70Akdag, Celâlî Isyanları, 2-3.
71Gündogdu, op.cit., 460
72Gündogdu, 463.
73Gündogdu, 461.
74Mustafa Akdag, Türk Halkının Dirlik ve Düzenlik Kavgası & "Celali Isyanları" (Ankara: Bilgi Yayınevi,
1975), 482-488.
75Gündogdu, op.cit., 460-461, 463-465; Akdag, Celâlî Isyanları, 44-48, 68-72.
18
the Ottoman decline paradigm.
Mustafa Akdag specifies two different kinds of insubordinations, but opts to focus on
only one, that is, the Jel¯al¯ı rebellions which, he claims, were bounded by the recognition
of the Ottoman imperial legitimacy as opposed to the religious ideology-based
rebellions which were separatist. After stating his major principles and approaches
with respect to this discussion, he emphatically states his intention to explore the
time period between 1550 and 1603 and to narrate these “struggles”.76
After a decade or so, Mustafa Akdag appears again with an unheeded sub-argument,
a certain part of which is directly related to my research. In his book entitled
“Türk Halkının Dirlik ve Düzenlik Kavgası & "Celali Isyanları"” [1975]77, which
was essentially a more sophisticated version of his preceding work entitled Celâlî
Isyanları (1550-1603) [1963], he furnishes us with significant minutiae of the Jel¯al¯ı
rebellions.
Akdag, in his later study, takes a very orthodox approach to the suppression of the
Jel¯al¯ı rebellions by the Ottoman governments. He assesses the imperial stance that
the Empire adopted and the policies that it formulated for these authority-violators
who dared its imperial authority in a very conservative and reductive way. According
to him, the Ottoman trajectory of integration of the rebels was predominantly based
on bargaining, which was clearly a concession and “an obvious sign of decline.”

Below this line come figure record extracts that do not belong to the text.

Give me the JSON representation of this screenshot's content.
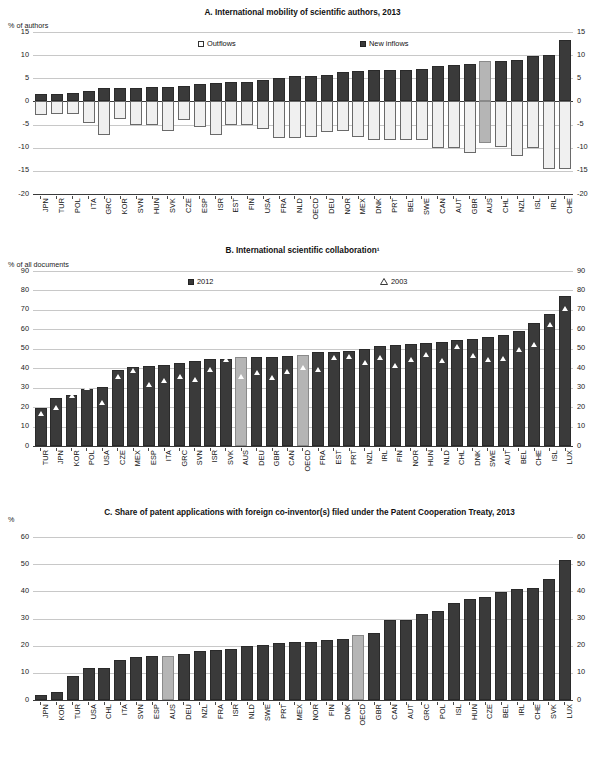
{
  "panels": [
    {
      "id": "A",
      "title": "A. International mobility of scientific authors, 2013",
      "unit": "% of authors",
      "legend": [
        {
          "label": "Outflows",
          "style": "open"
        },
        {
          "label": "New inflows",
          "style": "dark"
        }
      ]
    },
    {
      "id": "B",
      "title": "B. International scientific collaboration¹",
      "unit": "% of all documents",
      "legend": [
        {
          "label": "2012",
          "style": "dark"
        },
        {
          "label": "2003",
          "style": "triangle"
        }
      ]
    },
    {
      "id": "C",
      "title": "C. Share of patent applications with foreign co-inventor(s) filed under the Patent Cooperation Treaty, 2013",
      "unit": "%",
      "legend": []
    }
  ],
  "colors": {
    "bar_dark": "#3a3a3a",
    "bar_light": "#f0f0f0",
    "bar_highlight": "#b5b5b5",
    "grid": "#c8c8c8",
    "axis": "#3a3a3a"
  },
  "chart_data": [
    {
      "type": "bar",
      "title": "A. International mobility of scientific authors, 2013",
      "xlabel": "",
      "ylabel": "% of authors",
      "ylim": [
        -20,
        15
      ],
      "yticks": [
        15,
        10,
        5,
        0,
        -5,
        -10,
        -15,
        -20
      ],
      "grid": true,
      "legend": [
        "Outflows",
        "New inflows"
      ],
      "legend_position": "top-inside",
      "highlight_category": "AUS",
      "categories": [
        "JPN",
        "TUR",
        "POL",
        "ITA",
        "GRC",
        "KOR",
        "SVN",
        "HUN",
        "SVK",
        "CZE",
        "ESP",
        "ISR",
        "EST",
        "FIN",
        "USA",
        "FRA",
        "NLD",
        "OECD",
        "DEU",
        "NOR",
        "MEX",
        "DNK",
        "PRT",
        "BEL",
        "SWE",
        "CAN",
        "AUT",
        "GBR",
        "AUS",
        "CHL",
        "NZL",
        "ISL",
        "IRL",
        "CHE"
      ],
      "series": [
        {
          "name": "New inflows",
          "values": [
            1.5,
            1.6,
            1.8,
            2.3,
            2.8,
            2.9,
            2.9,
            3.1,
            3.2,
            3.4,
            3.8,
            3.9,
            4.1,
            4.3,
            4.7,
            5.0,
            5.6,
            5.6,
            5.7,
            6.3,
            6.6,
            6.7,
            6.8,
            6.8,
            6.9,
            7.6,
            7.8,
            8.0,
            8.7,
            8.8,
            8.9,
            9.8,
            10.1,
            13.3
          ]
        },
        {
          "name": "Outflows",
          "values": [
            -2.9,
            -2.7,
            -2.8,
            -4.6,
            -7.2,
            -3.8,
            -5.1,
            -5.2,
            -6.4,
            -4.0,
            -5.6,
            -7.2,
            -5.1,
            -5.2,
            -6.0,
            -7.8,
            -7.9,
            -7.7,
            -6.6,
            -6.4,
            -7.7,
            -8.3,
            -8.4,
            -8.4,
            -8.4,
            -10.1,
            -10.1,
            -11.1,
            -9.0,
            -9.9,
            -11.8,
            -10.0,
            -14.7,
            -14.7
          ]
        }
      ]
    },
    {
      "type": "bar",
      "title": "B. International scientific collaboration¹",
      "xlabel": "",
      "ylabel": "% of all documents",
      "ylim": [
        0,
        90
      ],
      "yticks": [
        90,
        80,
        70,
        60,
        50,
        40,
        30,
        20,
        10,
        0
      ],
      "grid": true,
      "legend": [
        "2012",
        "2003"
      ],
      "legend_position": "top-inside",
      "highlight_categories": [
        "AUS",
        "OECD"
      ],
      "categories": [
        "TUR",
        "JPN",
        "KOR",
        "POL",
        "USA",
        "CZE",
        "MEX",
        "ESP",
        "ITA",
        "GRC",
        "SVN",
        "ISR",
        "SVK",
        "AUS",
        "DEU",
        "GBR",
        "CAN",
        "OECD",
        "FRA",
        "EST",
        "PRT",
        "NZL",
        "IRL",
        "FIN",
        "NOR",
        "HUN",
        "NLD",
        "CHL",
        "DNK",
        "SWE",
        "AUT",
        "BEL",
        "CHE",
        "ISL",
        "LUX"
      ],
      "series": [
        {
          "name": "2012",
          "values": [
            19.5,
            24.8,
            26.3,
            29.2,
            30.5,
            39.3,
            40.5,
            41.0,
            41.5,
            42.6,
            43.6,
            44.5,
            44.8,
            45.6,
            46.0,
            46.0,
            46.4,
            46.9,
            48.3,
            48.6,
            48.7,
            49.9,
            51.2,
            52.0,
            52.7,
            53.1,
            53.6,
            54.3,
            54.8,
            56.3,
            57.3,
            59.1,
            63.2,
            68.1,
            77.0
          ]
        },
        {
          "name": "2003",
          "values": [
            16.8,
            19.9,
            26.0,
            30.0,
            22.6,
            35.8,
            38.8,
            31.6,
            33.5,
            35.7,
            34.2,
            39.6,
            44.7,
            35.8,
            37.8,
            35.3,
            38.5,
            40.6,
            39.3,
            45.7,
            45.8,
            42.7,
            45.5,
            41.3,
            44.4,
            47.3,
            43.8,
            51.2,
            46.7,
            44.3,
            44.9,
            49.4,
            52.2,
            62.6,
            70.7
          ]
        }
      ]
    },
    {
      "type": "bar",
      "title": "C. Share of patent applications with foreign co-inventor(s) filed under the Patent Cooperation Treaty, 2013",
      "xlabel": "",
      "ylabel": "%",
      "ylim": [
        0,
        60
      ],
      "yticks": [
        60,
        50,
        40,
        30,
        20,
        10,
        0
      ],
      "grid": true,
      "legend": [],
      "highlight_categories": [
        "AUS",
        "OECD"
      ],
      "categories": [
        "JPN",
        "KOR",
        "TUR",
        "USA",
        "CHL",
        "ITA",
        "SVN",
        "ESP",
        "AUS",
        "DEU",
        "NZL",
        "FRA",
        "ISR",
        "NLD",
        "SWE",
        "PRT",
        "MEX",
        "NOR",
        "FIN",
        "DNK",
        "OECD",
        "GBR",
        "CAN",
        "AUT",
        "GRC",
        "POL",
        "ISL",
        "HUN",
        "CZE",
        "BEL",
        "IRL",
        "CHE",
        "SVK",
        "LUX"
      ],
      "series": [
        {
          "name": "Share with foreign co-inventor(s)",
          "values": [
            1.7,
            2.9,
            8.7,
            11.6,
            11.9,
            14.8,
            15.7,
            16.2,
            16.2,
            16.8,
            17.9,
            18.5,
            18.6,
            19.8,
            20.4,
            21.1,
            21.2,
            21.4,
            22.0,
            22.6,
            23.9,
            24.5,
            29.3,
            29.3,
            31.7,
            32.9,
            35.8,
            37.2,
            38.0,
            39.6,
            40.9,
            41.3,
            44.4,
            51.7
          ]
        }
      ]
    }
  ]
}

Furthermore, he advocates that as the Ottoman state was unable to put down these
rebellions, it entered into a process of negotiation; therefore, he principally sees
such policies of the Empire as an absolute weakness.78 From his academic stance,
we clearly see that Akdag contextualizes this sub-argument within the framework of
the decline paradigm. Later, William J. Griswold also pursued this line. Later still,
Karen Barkey, however, reevaluated and reformulated this approach and offered us
a fresh point of view.
What is exactly germane to my research is what Mustafa Akdag points out about the
suppression of the Jel¯al¯ı rebellions by the Ottoman governments. Akdag indicates
that the Ottoman governments designated the Jel¯al¯ı rebels either as a sanjak-bey
or a beylerbeyi according to circumstances, and this situation definitively depended
on how perilous these authority-violators were. Considering the local dynamics, the
76Akdag, Celâlî Isyanları, 1-3; Gündogdu, loc.cit.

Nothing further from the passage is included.